Generative Photography, AI Art, and the Discipline Behind a Distinct Visual Language
Partfaliaz — an international platform dedicated to photographers and visual artists — sat down with CHAIPEAU for an in-depth conversation about what it takes to build a serious creative practice with generative AI. Not prompt engineering. Production engineering.
The interview traces the journey from over twenty years in user experience, interaction design, and enterprise digital transformation to building a generative AI documentary photography project that now reaches more than 175,000 followers and generates over 25 million impressions annually.
At the center of it all is a conviction that shapes everything CHAIPEAU does: the real work in AI image-making happens long before generation itself. Every production starts with rigorous pre-production research — a minimum of 15 web-verified sources per location, cataloging 30+ verified wildlife species, 20+ named locations, and specific light conditions based on latitude and month. From there, a proprietary production framework takes over — now in its sixth major version, version-controlled and changelog-driven like software engineering, because that's exactly what it is.
The conversation goes deep into the methodology: a 6-phase narrative architecture from Arrival to Departure. A structured JSON prompt framework that controls every parameter down to f-stop, Kelvin temperature, and negative space percentages. Diversity rules that have been through 88 iterations. Carousel sequencing with color temperature transitions where no Kelvin jump exceeds 2000K between slides. A Golden Reference Prompt serving as the binding quality benchmark. And a Framework Gap Audit that runs after every production to find what broke.
The interview also covers the creative philosophy behind the work — from the role of solitude and late-night walks in shaping visual ideas, to why every new CHAIPEAU production has to make the previous one feel like a rough draft. And it closes with direct advice for aspiring AI artists: start by forgetting the tool. Study the craft you're emulating. Build systems, not just images. Be your own harshest critic.
The barrier to entry in AI art is low. The barrier to excellence is exactly as high as it's always been.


YOUR TASK>
All lines in the data that hold the word "button" need copying.

THE DATA>
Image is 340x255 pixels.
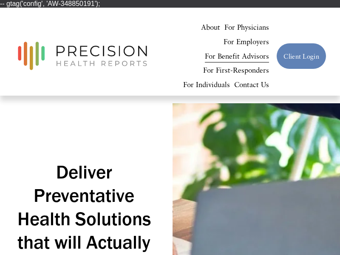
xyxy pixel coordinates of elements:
[297,214,340,255] iframe: Chat Widget
[234,78,269,92] a: Contact Us
[183,78,230,92] a: For Individuals
[14,38,151,74] img: Precision Health Reports
[205,49,269,63] a: For Benefit Advisors
[203,63,269,78] a: For First-Responders
[223,34,269,49] a: For Employers
[276,43,326,69] a: Client Login
[201,20,220,34] a: About
[224,20,269,34] a: For Physicians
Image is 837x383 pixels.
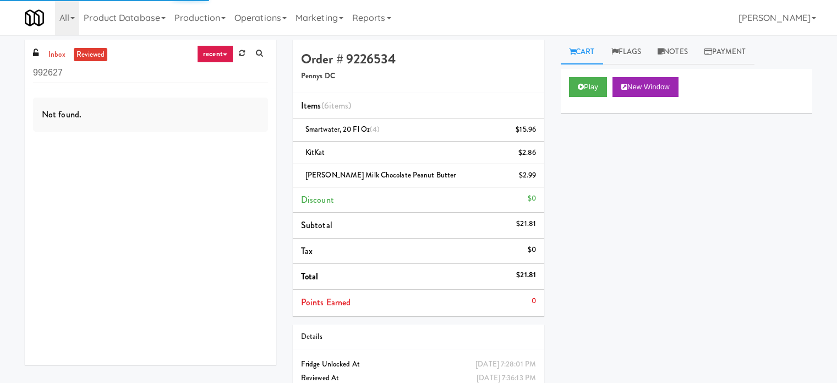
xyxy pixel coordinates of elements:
[561,40,603,64] a: Cart
[305,170,456,180] span: [PERSON_NAME] Milk Chocolate Peanut Butter
[305,124,380,134] span: smartwater, 20 fl oz
[329,99,349,112] ng-pluralize: items
[301,244,313,257] span: Tax
[569,77,607,97] button: Play
[301,270,319,282] span: Total
[301,72,536,80] h5: Pennys DC
[603,40,650,64] a: Flags
[528,243,536,257] div: $0
[516,268,536,282] div: $21.81
[301,99,351,112] span: Items
[42,108,81,121] span: Not found.
[516,217,536,231] div: $21.81
[197,45,233,63] a: recent
[301,219,332,231] span: Subtotal
[370,124,380,134] span: (4)
[301,330,536,343] div: Details
[301,193,334,206] span: Discount
[519,146,537,160] div: $2.86
[650,40,696,64] a: Notes
[613,77,679,97] button: New Window
[516,123,536,137] div: $15.96
[532,294,536,308] div: 0
[305,147,325,157] span: KitKat
[476,357,536,371] div: [DATE] 7:28:01 PM
[696,40,755,64] a: Payment
[528,192,536,205] div: $0
[301,52,536,66] h4: Order # 9226534
[46,48,68,62] a: inbox
[301,357,536,371] div: Fridge Unlocked At
[33,63,268,83] input: Search vision orders
[25,8,44,28] img: Micromart
[74,48,108,62] a: reviewed
[321,99,352,112] span: (6 )
[301,296,351,308] span: Points Earned
[519,168,537,182] div: $2.99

PROBLEM SOLUTION>
[569,77,607,97] button: Play
[613,77,679,97] button: New Window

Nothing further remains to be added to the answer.